— Supplied material —
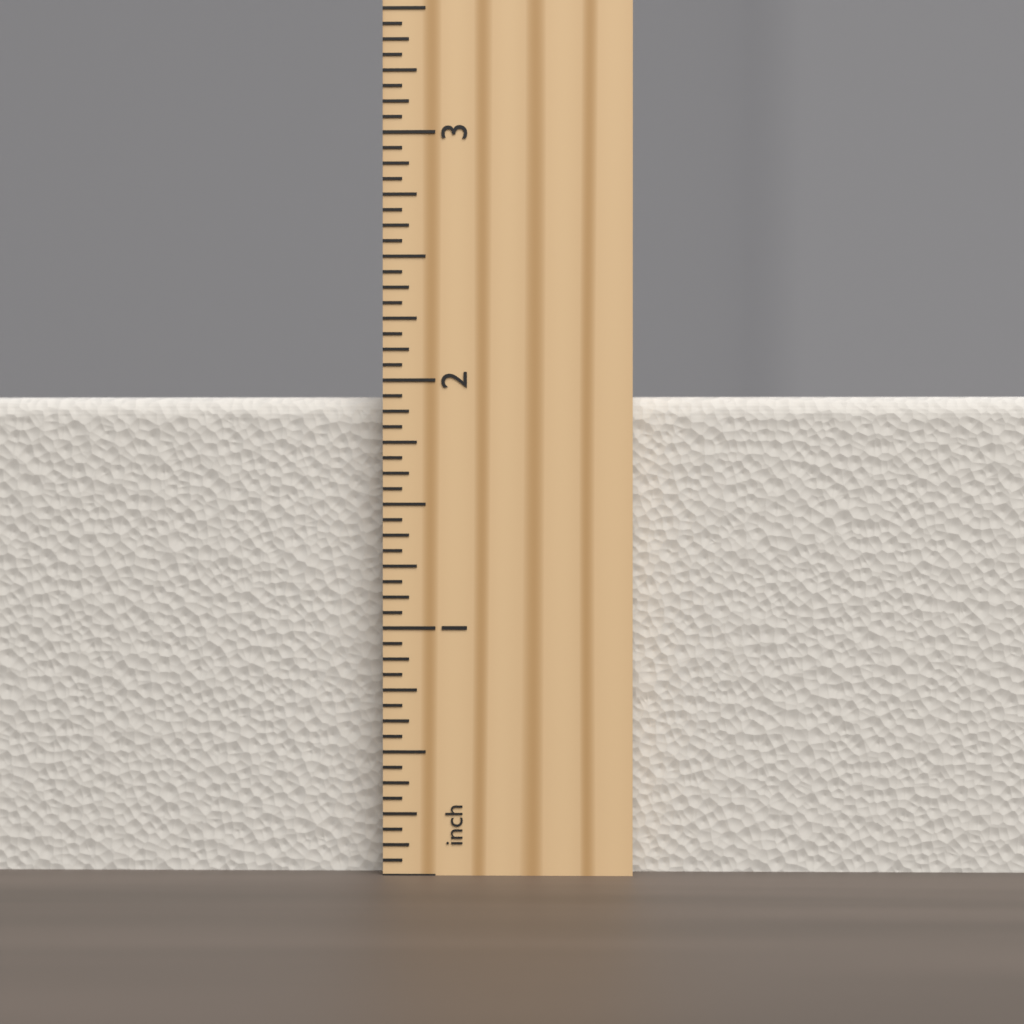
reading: 1.9375 inch
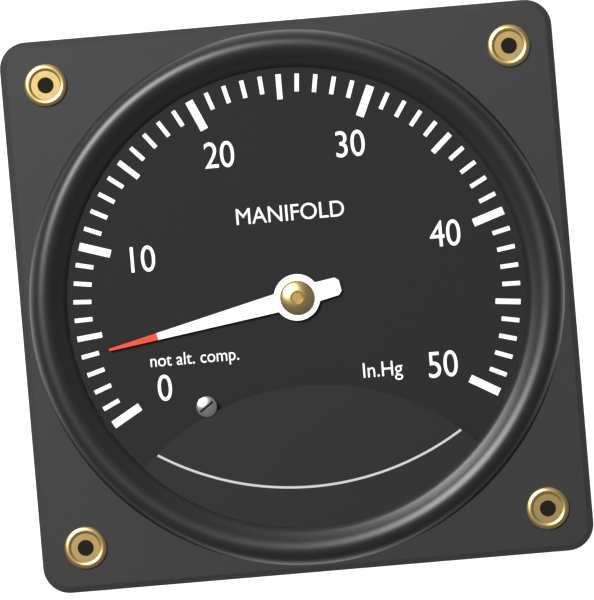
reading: 4 inHg
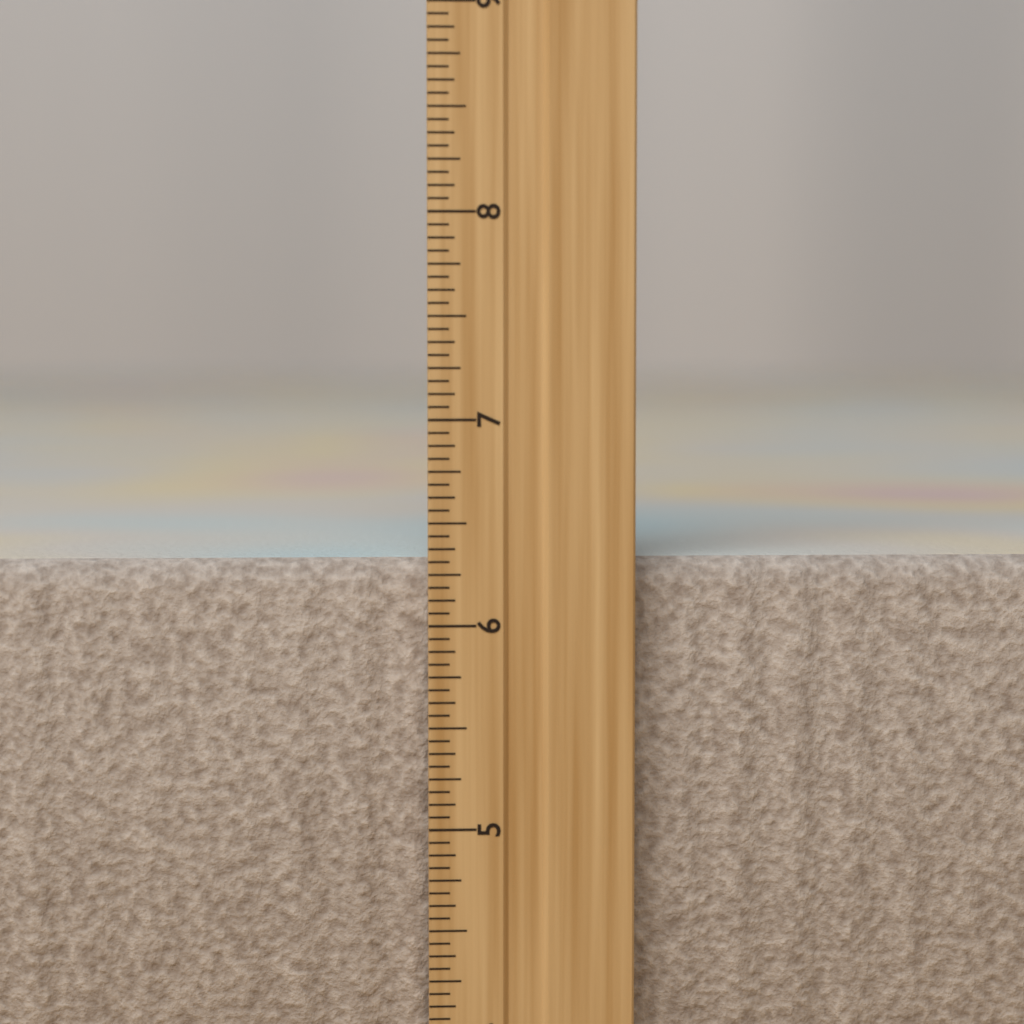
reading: 6.3125 inch
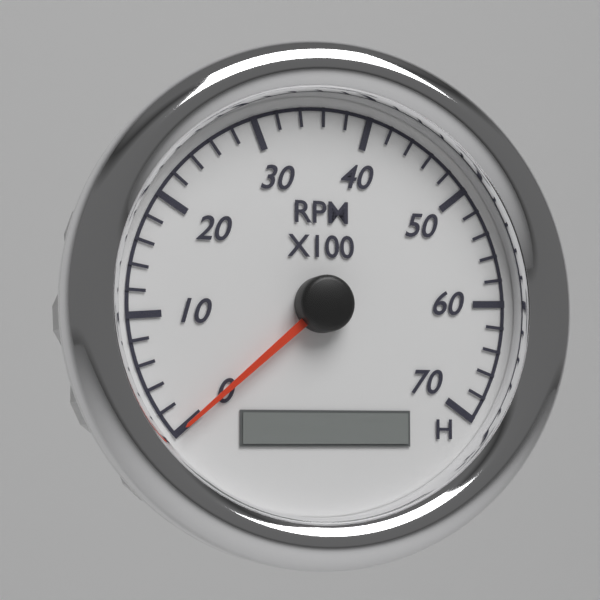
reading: 0 RPM
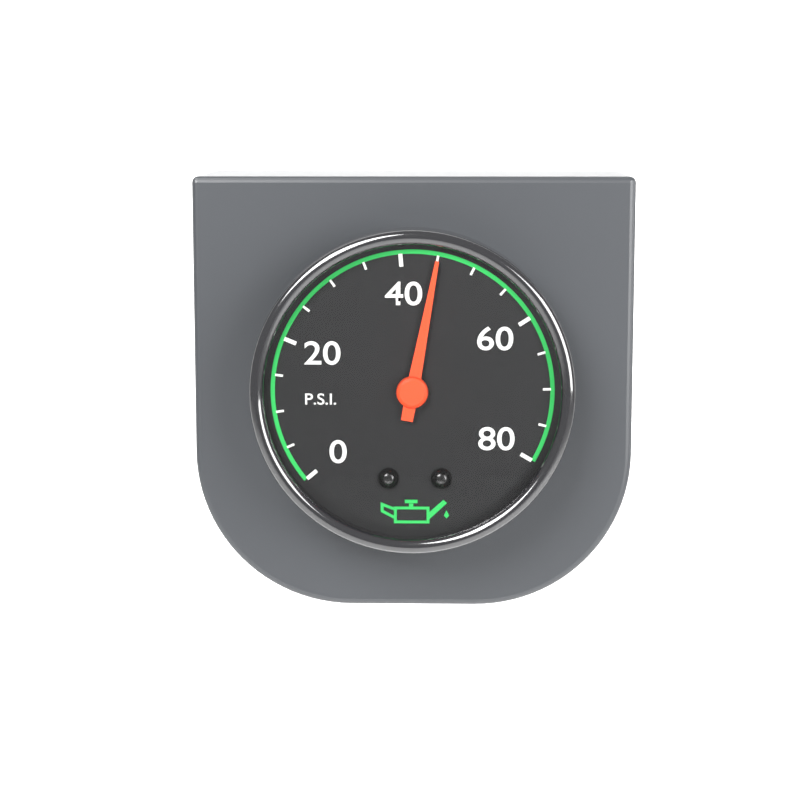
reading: 45 psi
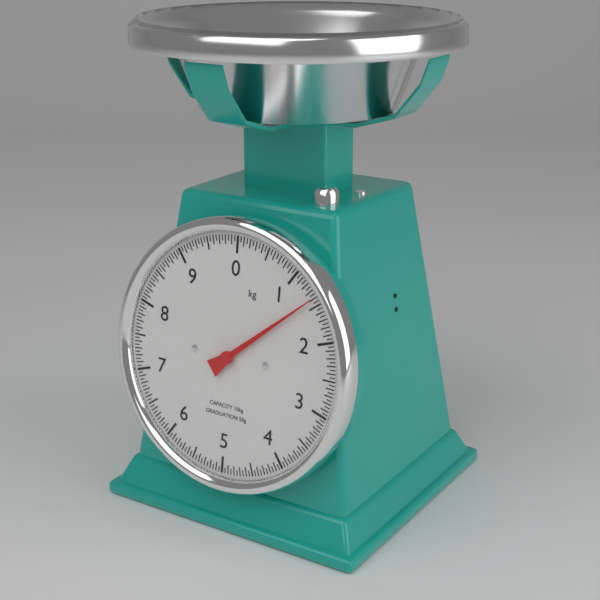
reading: 1.40 kg
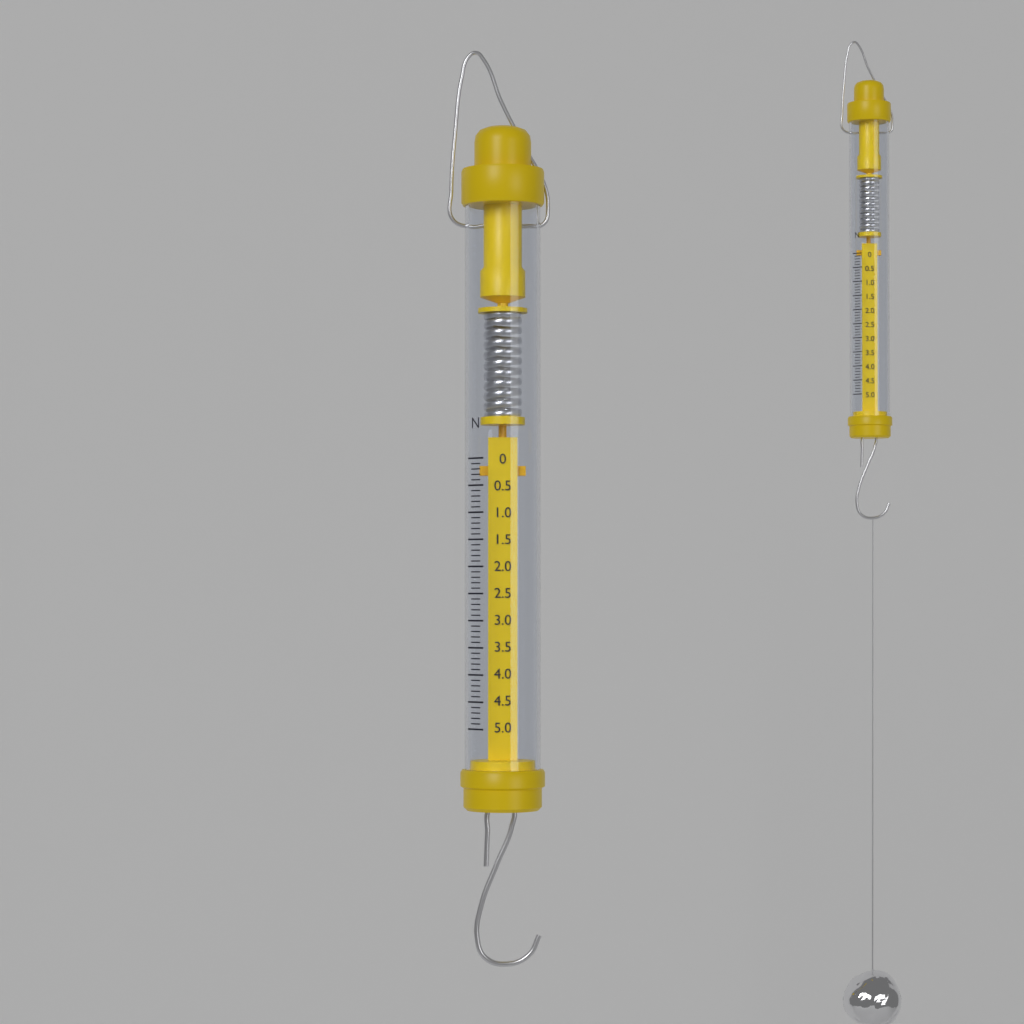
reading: 0.3 N
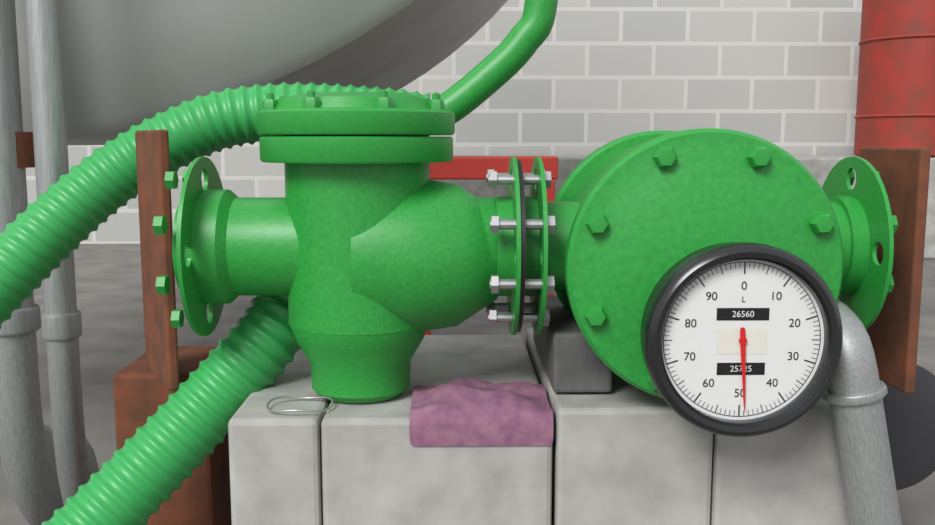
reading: 49 L
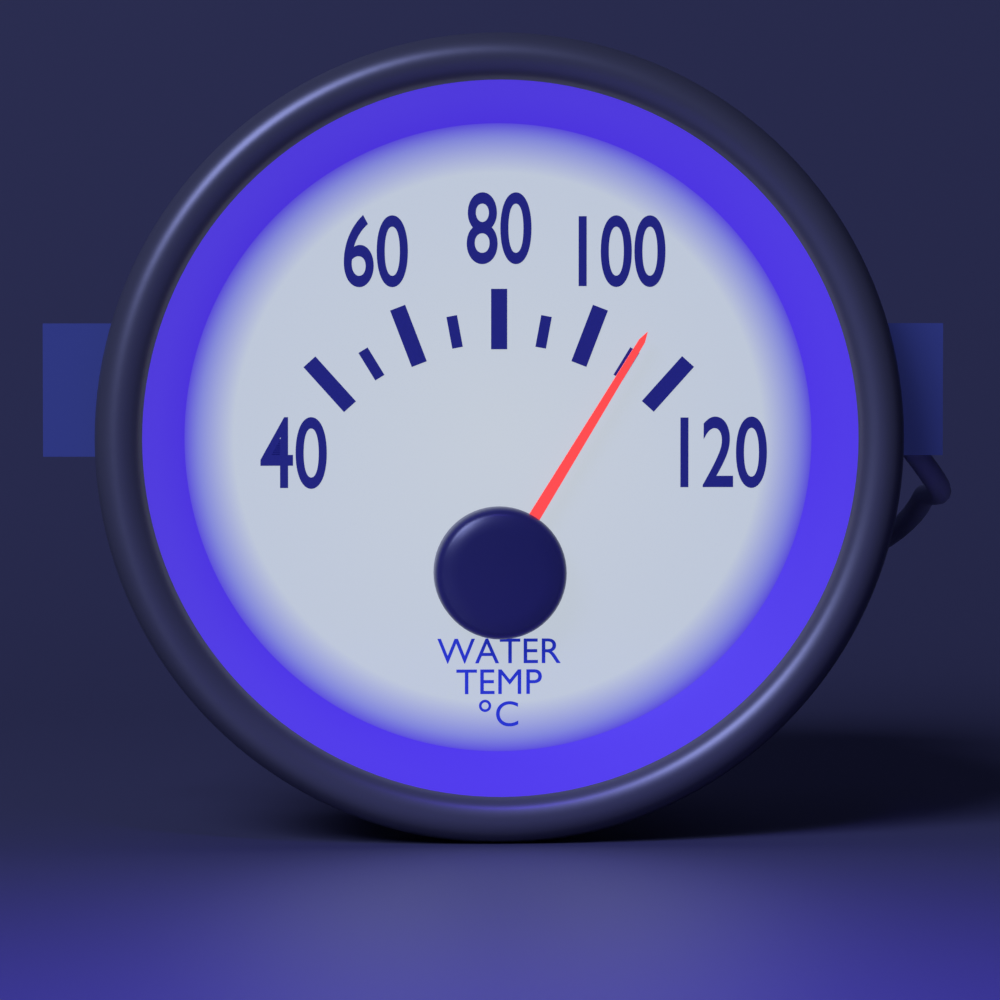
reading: 110 °C
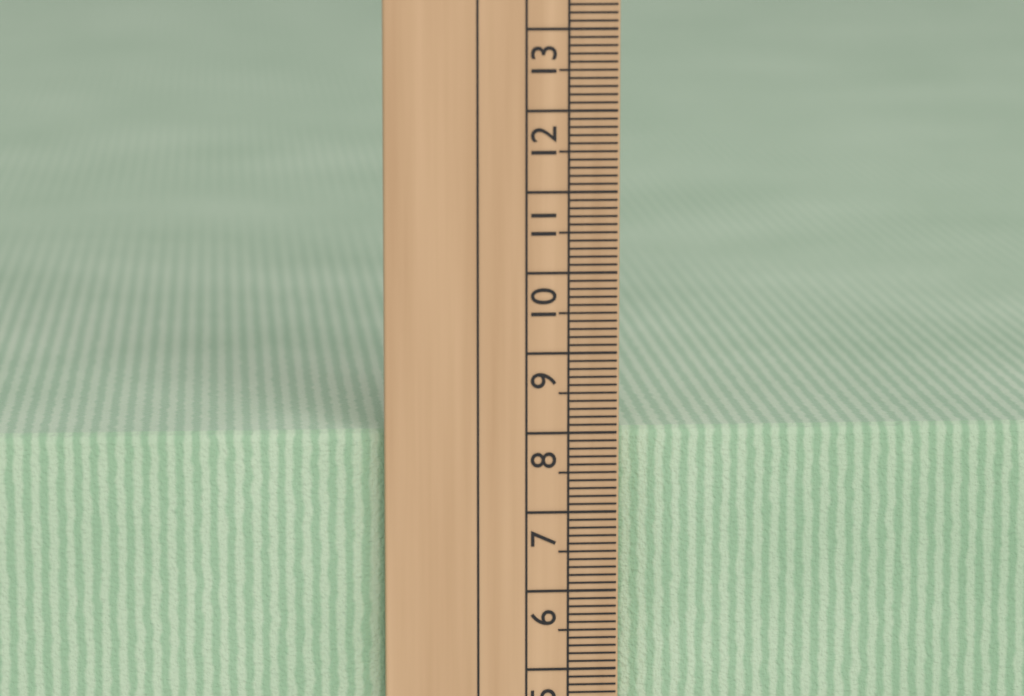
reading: 8.0 cm
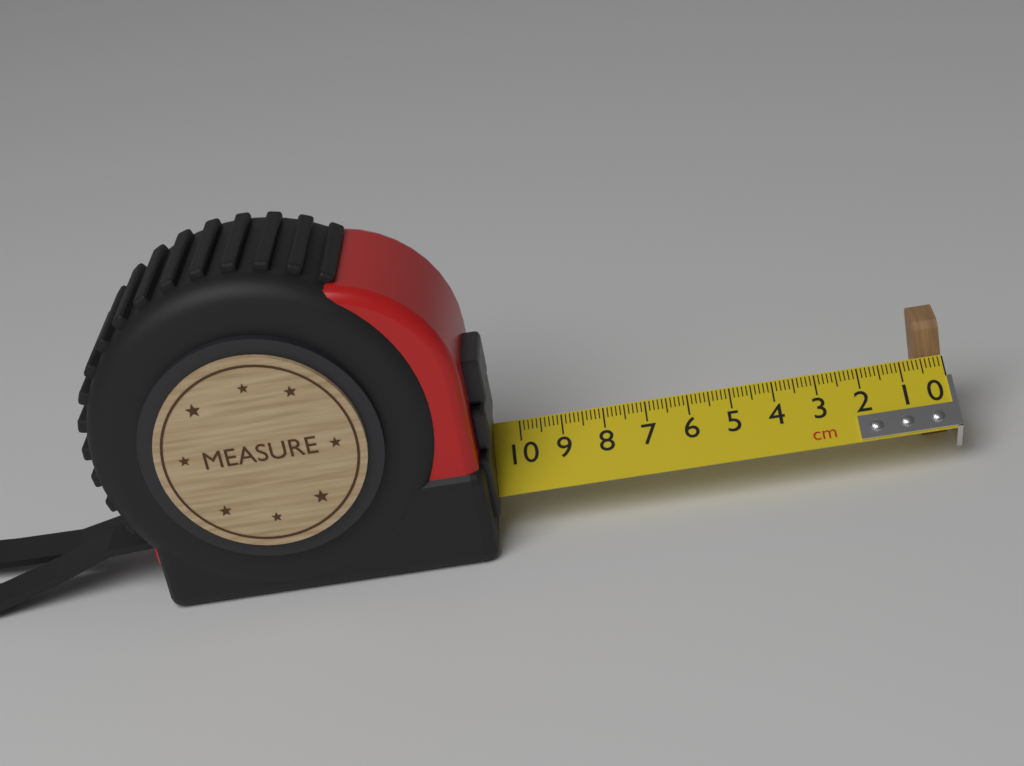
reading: 0.6 cm
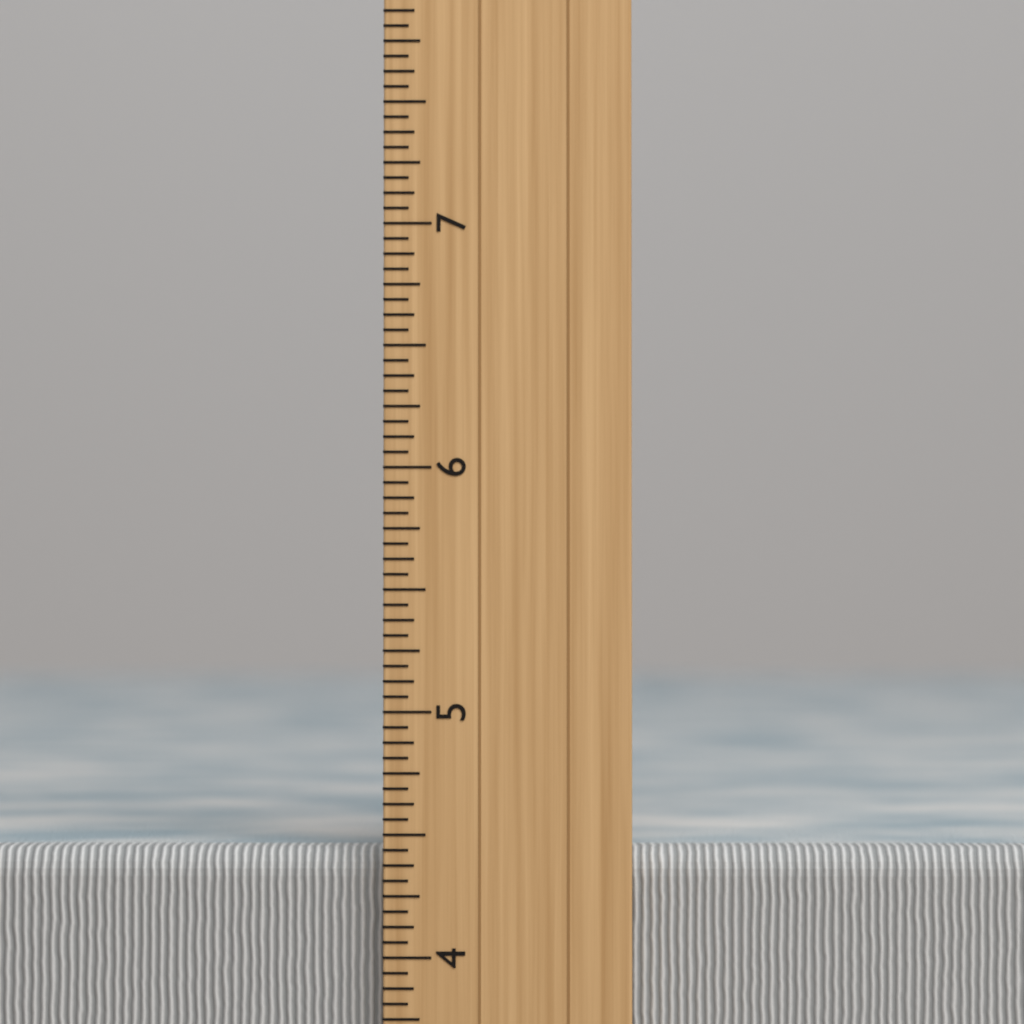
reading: 4.4375 inch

— Task goal —
Output the full listing verbatim, but drop the images.

— Answer —
reading: 1.9375 inch
reading: 4 inHg
reading: 6.3125 inch
reading: 0 RPM
reading: 45 psi
reading: 1.40 kg
reading: 0.3 N
reading: 49 L
reading: 110 °C
reading: 8.0 cm
reading: 0.6 cm
reading: 4.4375 inch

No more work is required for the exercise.